4x10 cab with blown speaker..can I use a resistor?

I have a hartke 4x10 xl 400 watt, 8 ohm [wired in parellel] cab. Now. One of these cones has blown. Paper looks good...low volumes sounds great...but anything over half power from my head the one speaker crunches and sounds baddd.... these are 100$ replacement speakers... I found loads used but thoes hartke transit attack 8 ohm 100 watt speakers are just a bit much for me during the holiday season. So I unhooked the blown speaker... and the other one on the same side I could tell was being pushed harder then the 2 on the opposite side.. so with the parallel wireing...could i...temporarily...USE a 100 watt, 8 ohm resistor in place of this one speaker....to keep the cab at 8 ohms and all speakers working g the same? I may be wrong but I feel the speakers are wired in 2 sets. And then that is wired however to give the 8 ohm cab its rating....400 watts... at 8 ohms... with 4, 100 watt 8 ohm speakers. Would removing the speaker and using a resistor not only work.... but keep the whole cab at 400 watts as well? I have a 350 watt at 8 ohm head. I Wana make sure if this works....it won't overpower the other speakers
 
Nope, you HAVE to replace the blown speaker with one that matches the other three in electrical and acoustic properties - in other words, the exact same speaker or one that is as similar as possible. If you can’t match it up, you’ll need four new speakers. The arithmetic of a four-speaker cab is cool, huh? :D And those replacements that are in there now are very likely not matched very well to the enclosure; that’s an issue bass cabs have that guitar speakers don’t.

And, uh… welcome to TB. :thumbsup:
 
No, you already have two problems, you are just solving one problem by creating another and in the end you are chasing this whole thing down the money wasting rabbit hole.

The first problem is random aftermarket drivers, the second problem is that one is blown (no surprise here), and by doing what you propose, you are setting yourself up for more blown drivers and maybe a blown amp too.

Presumably you bought the cabinet this way?
 
I have a hartke 4x10 xl 400 watt, 8 ohm [wired in parellel] cab. Now. One of these cones has blown. Paper looks good...low volumes sounds great...but anything over half power from my head the one speaker crunches and sounds baddd.... these are 100$ replacement speakers... I found loads used but thoes hartke transit attack 8 ohm 100 watt speakers are just a bit much for me during the holiday season. So I unhooked the blown speaker... and the other one on the same side I could tell was being pushed harder then the 2 on the opposite side.. so with the parallel wireing...could i...temporarily...USE a 100 watt, 8 ohm resistor in place of this one speaker....to keep the cab at 8 ohms and all speakers working g the same? I may be wrong but I feel the speakers are wired in 2 sets. And then that is wired however to give the 8 ohm cab its rating....400 watts... at 8 ohms... with 4, 100 watt 8 ohm speakers. Would removing the speaker and using a resistor not only work.... but keep the whole cab at 400 watts as well? I have a 350 watt at 8 ohm head. I Wana make sure if this works....it won't overpower the other speakers
Doesn't sound like the speakers are in parallel. More like a series-parallel. If the speakers were in complete parallel, four 32 ohm speakers in parallel like an Ampeg SVT, you COULD disconnect the blown one, put a piece of plywood over the hole and play softer. Had to do that once when a driver got kicked in in a night club bass bin with 3 speakers in parallel. Try that in a series-parallel and you WILL blow another speaker! And you MUST replace the speaker with the original Hartke part. Speaker impedance varies with frequency, a resistor does not. Don't do it. Borrow or rent a cab until you can afford to do it right. Have a Hartke, an 810 HyDrive. Hartke speakers are Hartke exclusive.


**What you need to do**
Identify each line below that contains the word "background", and copy it out.

**Information provided**

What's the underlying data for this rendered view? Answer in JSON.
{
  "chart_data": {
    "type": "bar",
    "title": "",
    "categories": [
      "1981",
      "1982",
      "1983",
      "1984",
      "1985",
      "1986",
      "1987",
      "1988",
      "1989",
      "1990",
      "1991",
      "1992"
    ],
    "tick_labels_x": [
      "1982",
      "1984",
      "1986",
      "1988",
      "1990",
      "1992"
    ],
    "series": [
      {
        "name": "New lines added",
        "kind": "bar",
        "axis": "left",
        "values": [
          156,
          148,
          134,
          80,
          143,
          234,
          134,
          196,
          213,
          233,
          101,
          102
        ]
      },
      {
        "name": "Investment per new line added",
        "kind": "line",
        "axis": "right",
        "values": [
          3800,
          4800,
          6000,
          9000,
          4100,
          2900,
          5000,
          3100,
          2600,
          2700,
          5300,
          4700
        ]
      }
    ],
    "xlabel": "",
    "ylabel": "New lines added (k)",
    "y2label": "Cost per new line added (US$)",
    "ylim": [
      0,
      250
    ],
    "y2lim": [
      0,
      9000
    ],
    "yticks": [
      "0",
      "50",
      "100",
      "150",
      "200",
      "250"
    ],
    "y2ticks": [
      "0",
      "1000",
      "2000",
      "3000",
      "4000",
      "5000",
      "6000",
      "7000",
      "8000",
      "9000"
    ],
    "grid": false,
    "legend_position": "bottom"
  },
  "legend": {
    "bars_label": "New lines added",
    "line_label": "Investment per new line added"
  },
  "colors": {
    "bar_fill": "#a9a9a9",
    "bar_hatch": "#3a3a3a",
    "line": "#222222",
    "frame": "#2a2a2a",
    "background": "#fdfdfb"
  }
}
==
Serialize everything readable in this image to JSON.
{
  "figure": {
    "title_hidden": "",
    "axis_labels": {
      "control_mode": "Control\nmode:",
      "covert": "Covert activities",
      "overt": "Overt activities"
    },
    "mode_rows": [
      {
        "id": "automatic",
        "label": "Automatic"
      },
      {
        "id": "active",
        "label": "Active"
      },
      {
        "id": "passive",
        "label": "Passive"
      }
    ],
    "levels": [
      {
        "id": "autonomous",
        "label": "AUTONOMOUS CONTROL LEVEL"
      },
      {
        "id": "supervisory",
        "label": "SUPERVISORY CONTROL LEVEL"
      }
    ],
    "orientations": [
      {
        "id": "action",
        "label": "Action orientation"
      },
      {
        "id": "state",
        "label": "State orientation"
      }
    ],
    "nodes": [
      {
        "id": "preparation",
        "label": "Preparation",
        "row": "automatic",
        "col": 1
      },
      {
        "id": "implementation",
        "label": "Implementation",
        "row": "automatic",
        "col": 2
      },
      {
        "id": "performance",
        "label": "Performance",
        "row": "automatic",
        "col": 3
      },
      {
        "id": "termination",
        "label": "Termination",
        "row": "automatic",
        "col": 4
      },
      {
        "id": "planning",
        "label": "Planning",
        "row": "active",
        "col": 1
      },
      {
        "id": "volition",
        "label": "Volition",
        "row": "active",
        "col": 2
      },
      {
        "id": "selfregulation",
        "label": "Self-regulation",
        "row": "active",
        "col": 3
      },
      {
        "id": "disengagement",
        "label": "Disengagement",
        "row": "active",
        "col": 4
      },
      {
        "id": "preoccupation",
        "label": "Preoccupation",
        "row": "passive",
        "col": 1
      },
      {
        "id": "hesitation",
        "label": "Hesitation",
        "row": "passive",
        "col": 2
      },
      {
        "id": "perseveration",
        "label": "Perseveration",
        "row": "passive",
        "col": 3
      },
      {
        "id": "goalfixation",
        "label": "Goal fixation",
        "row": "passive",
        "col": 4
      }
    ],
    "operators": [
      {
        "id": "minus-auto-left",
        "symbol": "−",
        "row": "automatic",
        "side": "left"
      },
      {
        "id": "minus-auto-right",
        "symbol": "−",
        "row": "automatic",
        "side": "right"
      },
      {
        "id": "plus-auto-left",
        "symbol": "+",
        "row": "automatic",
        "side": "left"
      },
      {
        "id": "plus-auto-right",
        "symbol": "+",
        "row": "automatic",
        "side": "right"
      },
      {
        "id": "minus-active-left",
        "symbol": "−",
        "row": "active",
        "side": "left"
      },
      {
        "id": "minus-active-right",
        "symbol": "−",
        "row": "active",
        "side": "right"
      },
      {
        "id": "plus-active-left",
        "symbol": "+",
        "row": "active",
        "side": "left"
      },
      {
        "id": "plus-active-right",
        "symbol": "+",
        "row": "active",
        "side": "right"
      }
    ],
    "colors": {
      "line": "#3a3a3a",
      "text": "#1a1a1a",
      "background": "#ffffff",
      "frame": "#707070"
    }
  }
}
==
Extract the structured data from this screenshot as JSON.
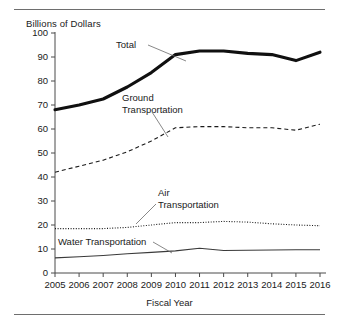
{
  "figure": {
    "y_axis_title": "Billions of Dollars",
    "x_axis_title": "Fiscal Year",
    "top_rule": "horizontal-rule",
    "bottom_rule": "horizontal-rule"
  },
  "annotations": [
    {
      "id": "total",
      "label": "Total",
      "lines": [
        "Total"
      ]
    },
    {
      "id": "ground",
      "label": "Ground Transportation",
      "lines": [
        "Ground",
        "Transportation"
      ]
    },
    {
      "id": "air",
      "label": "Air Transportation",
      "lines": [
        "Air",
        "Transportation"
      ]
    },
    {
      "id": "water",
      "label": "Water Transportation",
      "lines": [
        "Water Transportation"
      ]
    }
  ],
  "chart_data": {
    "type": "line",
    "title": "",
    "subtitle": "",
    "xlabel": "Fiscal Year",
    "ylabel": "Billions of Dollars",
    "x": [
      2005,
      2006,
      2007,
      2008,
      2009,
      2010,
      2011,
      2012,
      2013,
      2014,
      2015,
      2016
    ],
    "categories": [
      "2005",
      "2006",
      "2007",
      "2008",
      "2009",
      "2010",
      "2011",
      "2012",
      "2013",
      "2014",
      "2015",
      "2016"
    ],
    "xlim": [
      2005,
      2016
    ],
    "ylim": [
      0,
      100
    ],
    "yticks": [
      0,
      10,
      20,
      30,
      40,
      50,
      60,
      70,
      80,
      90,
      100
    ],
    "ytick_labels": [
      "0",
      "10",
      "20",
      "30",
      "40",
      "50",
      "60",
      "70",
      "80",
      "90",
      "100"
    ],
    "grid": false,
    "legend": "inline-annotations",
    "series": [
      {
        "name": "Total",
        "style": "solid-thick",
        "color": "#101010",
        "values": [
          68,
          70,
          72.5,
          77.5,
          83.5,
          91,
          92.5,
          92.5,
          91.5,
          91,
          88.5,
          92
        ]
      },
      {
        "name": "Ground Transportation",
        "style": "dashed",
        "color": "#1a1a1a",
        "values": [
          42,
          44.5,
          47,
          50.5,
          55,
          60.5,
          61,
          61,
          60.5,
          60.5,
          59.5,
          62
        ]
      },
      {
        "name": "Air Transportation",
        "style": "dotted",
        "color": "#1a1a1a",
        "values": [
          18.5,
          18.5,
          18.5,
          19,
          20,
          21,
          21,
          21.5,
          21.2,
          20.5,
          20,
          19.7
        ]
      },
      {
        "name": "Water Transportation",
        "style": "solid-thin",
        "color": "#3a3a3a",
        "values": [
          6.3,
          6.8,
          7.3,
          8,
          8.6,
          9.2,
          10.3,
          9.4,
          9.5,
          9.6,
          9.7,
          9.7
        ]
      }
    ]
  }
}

**Exercise solution**
    "background": "#fdfdfb"
      "background": "#ffffff",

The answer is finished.